Guerau de Espés
Guerau de Espés del Valle was a Spanish nobleman and diplomat. He served as Philip II of Spain's ambassador to Elizabeth I of England from 1568 to 1571 during one of the tensest moments in Anglo-Spanish relations and was expelled after being accused of complicity of the Ridolfi plot. He was a knight of the Order of Calatrava. He also appeared as a character in the 2007 film Elizabeth: The Golden Age, played by the British actor Will Houston.
Life
John Man, English ambassador in Madrid, had called the pope a sanctimonious little monk and so Philip II replaced the priest Diego de Silva y Guzmán with Espés as ambassador to England. Due to his hostility to the English, Espés described William Cecil, 1st Baron Burghley, one of the most powerful and influential noblemen in England at that time, to Philip II asIn the Spanish Netherlands the Geuzens' Revolt began and in November 1568 the royal treasury in Seville sent five ships with 40,000 pounds of gold, with which Fernando Álvarez de Toledo, Duke of Alba was to raise troops in the Netherlands to quell the revolt. These ships were attacked by Huguenot privateers and sought protection in British waters. Espés told Elizabeth that the gold belonged to Philip's bankers and was being sent to Antwerp and asked that Elizabeth protect the ships. She agreed and most of the ships anchored in English ports. However, news then reached Elizabeth of a Battle of [San Juan de Ulúa (1568)|Spanish attack] on the British ships at San Juan de Ulúa in Mexico and in reprisal ordered that the Spanish ships be confiscated and their gold moved to the Tower of London. On Espés's advice, Alva then seized the goods of English merchant ships anchored at Antwerp.
Espés heard reports from the household of Mary, Queen of Scots, who was held in England at Bolton Castle and Tutbury Castle. In January 1569, he understood that she easily gained friends and allies, and she was confident that if she could be freed would become Queen of England.
In a letter dated 14 February 1569, Espés wrote that John Hawkins had come to London with four horses loaded with gold and silver from the Indies. Hawkins said that he left 240 men to found a colony in Florida in lieu of that lost at San Juan de Ulúa. Espés commented that the treasure would hardly cover the cost of his voyages. Espés wrote to Philip II of Spain on 11 September 1570 that Hawkins had given him his promise not to sail to the Indies again, but was making preparations to molest Spanish ships from La Rochelle.
He described a New Year's Day gift presented by the Earl of Leicester to Elizabeth in January 1571. The gift was a jewel with an enamelled scene showing Elizabeth enthroned and Mary, Queen of Scots, in chains. Neptune bowed to Elizabeth. For Espés, this device was typical of English boasting and bravado and was a warning for caution and the need to take advantage of opportunity and artifice for the preservation of Spanish power.
Espés was finally expelled from England in December 1571 for his alleged complicity in the Ridolfi plot. Elizabeth wrote to the Duke of Alba that Espés was such a person as "would secretly seek to enflame the realm with firebrands".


What the task requires —
The response must restate all of the data word for word.

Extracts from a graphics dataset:
┄┄┄┄┄┄┄┄┄┄┄┄┄┄┄┄┄┄┄┄
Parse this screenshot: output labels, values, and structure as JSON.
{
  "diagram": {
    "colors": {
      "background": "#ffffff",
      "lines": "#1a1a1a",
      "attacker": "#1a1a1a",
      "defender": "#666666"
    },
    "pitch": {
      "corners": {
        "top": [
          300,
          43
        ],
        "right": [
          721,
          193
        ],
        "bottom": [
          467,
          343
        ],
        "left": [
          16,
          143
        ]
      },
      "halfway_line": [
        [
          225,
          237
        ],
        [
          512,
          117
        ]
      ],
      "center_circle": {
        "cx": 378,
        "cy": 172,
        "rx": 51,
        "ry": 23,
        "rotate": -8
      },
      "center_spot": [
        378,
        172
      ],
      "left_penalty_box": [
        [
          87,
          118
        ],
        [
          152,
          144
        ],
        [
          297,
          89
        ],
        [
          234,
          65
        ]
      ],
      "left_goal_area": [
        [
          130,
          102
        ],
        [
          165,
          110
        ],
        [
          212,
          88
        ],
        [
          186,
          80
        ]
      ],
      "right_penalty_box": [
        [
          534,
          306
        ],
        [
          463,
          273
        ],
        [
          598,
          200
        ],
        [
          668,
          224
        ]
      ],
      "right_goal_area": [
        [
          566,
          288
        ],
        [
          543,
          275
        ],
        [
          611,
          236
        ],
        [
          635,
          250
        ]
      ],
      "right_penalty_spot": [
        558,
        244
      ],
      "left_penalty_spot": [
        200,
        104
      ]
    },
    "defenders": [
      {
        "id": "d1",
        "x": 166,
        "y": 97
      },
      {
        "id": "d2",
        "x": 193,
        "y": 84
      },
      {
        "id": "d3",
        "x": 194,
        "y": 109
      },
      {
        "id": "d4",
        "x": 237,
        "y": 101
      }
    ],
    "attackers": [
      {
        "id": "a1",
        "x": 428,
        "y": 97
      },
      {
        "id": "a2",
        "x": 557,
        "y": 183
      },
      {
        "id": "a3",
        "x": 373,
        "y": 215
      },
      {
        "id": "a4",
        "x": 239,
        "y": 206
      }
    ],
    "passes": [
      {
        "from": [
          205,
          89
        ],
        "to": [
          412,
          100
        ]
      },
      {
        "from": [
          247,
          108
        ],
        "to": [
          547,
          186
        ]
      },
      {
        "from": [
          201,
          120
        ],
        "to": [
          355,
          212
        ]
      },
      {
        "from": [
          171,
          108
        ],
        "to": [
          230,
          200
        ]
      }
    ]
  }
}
┄┄┄┄┄┄┄┄┄┄┄┄┄┄┄┄┄┄┄┄
Answer section —
Parse this screenshot: output labels, values, and structure as JSON.
{
  "diagram": {
    "colors": {
      "background": "#ffffff",
      "lines": "#1a1a1a",
      "attacker": "#1a1a1a",
      "defender": "#666666"
    },
    "pitch": {
      "corners": {
        "top": [
          300,
          43
        ],
        "right": [
          721,
          193
        ],
        "bottom": [
          467,
          343
        ],
        "left": [
          16,
          143
        ]
      },
      "halfway_line": [
        [
          225,
          237
        ],
        [
          512,
          117
        ]
      ],
      "center_circle": {
        "cx": 378,
        "cy": 172,
        "rx": 51,
        "ry": 23,
        "rotate": -8
      },
      "center_spot": [
        378,
        172
      ],
      "left_penalty_box": [
        [
          87,
          118
        ],
        [
          152,
          144
        ],
        [
          297,
          89
        ],
        [
          234,
          65
        ]
      ],
      "left_goal_area": [
        [
          130,
          102
        ],
        [
          165,
          110
        ],
        [
          212,
          88
        ],
        [
          186,
          80
        ]
      ],
      "right_penalty_box": [
        [
          534,
          306
        ],
        [
          463,
          273
        ],
        [
          598,
          200
        ],
        [
          668,
          224
        ]
      ],
      "right_goal_area": [
        [
          566,
          288
        ],
        [
          543,
          275
        ],
        [
          611,
          236
        ],
        [
          635,
          250
        ]
      ],
      "right_penalty_spot": [
        558,
        244
      ],
      "left_penalty_spot": [
        200,
        104
      ]
    },
    "defenders": [
      {
        "id": "d1",
        "x": 166,
        "y": 97
      },
      {
        "id": "d2",
        "x": 193,
        "y": 84
      },
      {
        "id": "d3",
        "x": 194,
        "y": 109
      },
      {
        "id": "d4",
        "x": 237,
        "y": 101
      }
    ],
    "attackers": [
      {
        "id": "a1",
        "x": 428,
        "y": 97
      },
      {
        "id": "a2",
        "x": 557,
        "y": 183
      },
      {
        "id": "a3",
        "x": 373,
        "y": 215
      },
      {
        "id": "a4",
        "x": 239,
        "y": 206
      }
    ],
    "passes": [
      {
        "from": [
          205,
          89
        ],
        "to": [
          412,
          100
        ]
      },
      {
        "from": [
          247,
          108
        ],
        "to": [
          547,
          186
        ]
      },
      {
        "from": [
          201,
          120
        ],
        "to": [
          355,
          212
        ]
      },
      {
        "from": [
          171,
          108
        ],
        "to": [
          230,
          200
        ]
      }
    ]
  }
}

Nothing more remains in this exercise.